12 Christina would certainly have caught an artist's eye. Her native costume was evidently such a walking advertisement for exotic needlework that Indian Commissioner Col. William Chearnley, who was interested in Indian art, commissioned her to make two complete Micmac women's outfits — one for his collection, the other for his wife to wear to fancy-dress balls. For these he paid the then staggering sum of $300;17 they must have been magnificent. Another costume of Christina's making won First Prize in the Provincial Exhibition of 1854.18
13 Christina Morris was evidently an excellent artist in her own right. The Exhibition Catalogue for 1868 mentions her as "Christine Morris, residence North-west Arm; winner of the First Prize for best nest of six quilled boxes, best large and small (splint) baskets, and best covered clothes baskets."19 The Nova Scotia Museum has a pair of her snowshoes, made during this period for Mayor Caldwell's brother William, who was also a Mayor of Halifax. Piers judged them to be a marvel of the snowshoe-weaver's art with six to seven thongs to the inch, "very finely done" in caribou rawhide.20
14 When a son was born to her friend Reuben Rhuland in 1868, Christina began making a cradle for the baby.
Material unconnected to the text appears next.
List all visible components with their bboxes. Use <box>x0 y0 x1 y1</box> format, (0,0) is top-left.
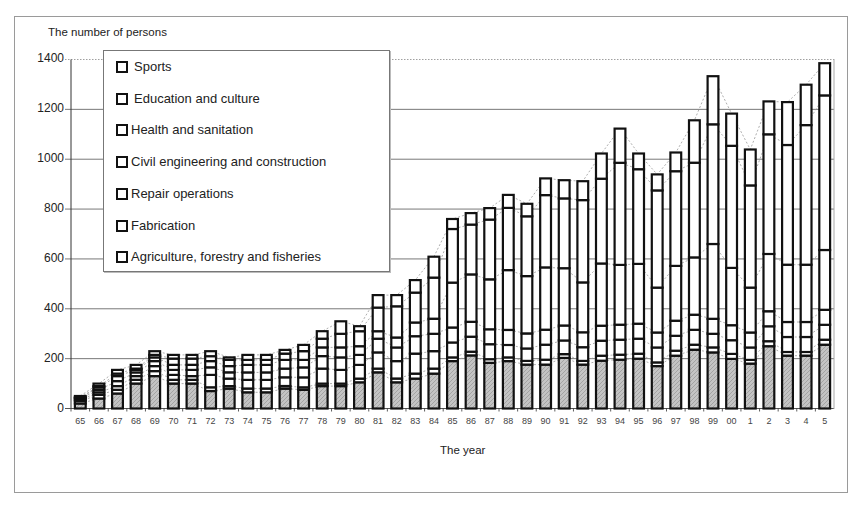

This cradle (fig. 6 ) , now in the DesBrisay Museum, is the only piece of her quillwork which survives; it shows her to have been a master quiller. When it was done she told Rhuland that its panels matched those she had once done as a gift for the infant Prince of Wales.21 Mrs. Rhuland's brother, Alexander Strum, made the wooden frame and mounted Christina's panels. A Strum family story says the actual quilling took a year to complete;22 Christina was assisted in this by her son Joe. In 1917 an elderly Micmac, Tom Labrador, told of seeing her at work:
15 Rhuland sold the cradle to a John Doering a few years later. In 1917, when Doering wished to dispose of it to the Provincial Museum, he asked a Bridgewater lawyer, W.E. Marshall, to write to Piers for him:
16 Christina Morris was said to have died in 1886. Micmacs who still remembered her in 1917 told Piers she might have been living at Newport Station, Hants County, at the time of her death.25 Piers, however, interviewed one of her neighbors, who said her death occurred at Chocolate Lake:
17 "She was a pious woman, of excellent character," 27 writes Piers, summing up rather dryly. From the portraiture that survives her, she was also a beautiful and intriguing woman. She deserves a place among the Nova Scotia artists who painted her as an artist in her own right and a place in the history of Halifax as one of its more interesting nineteenth-century citizens.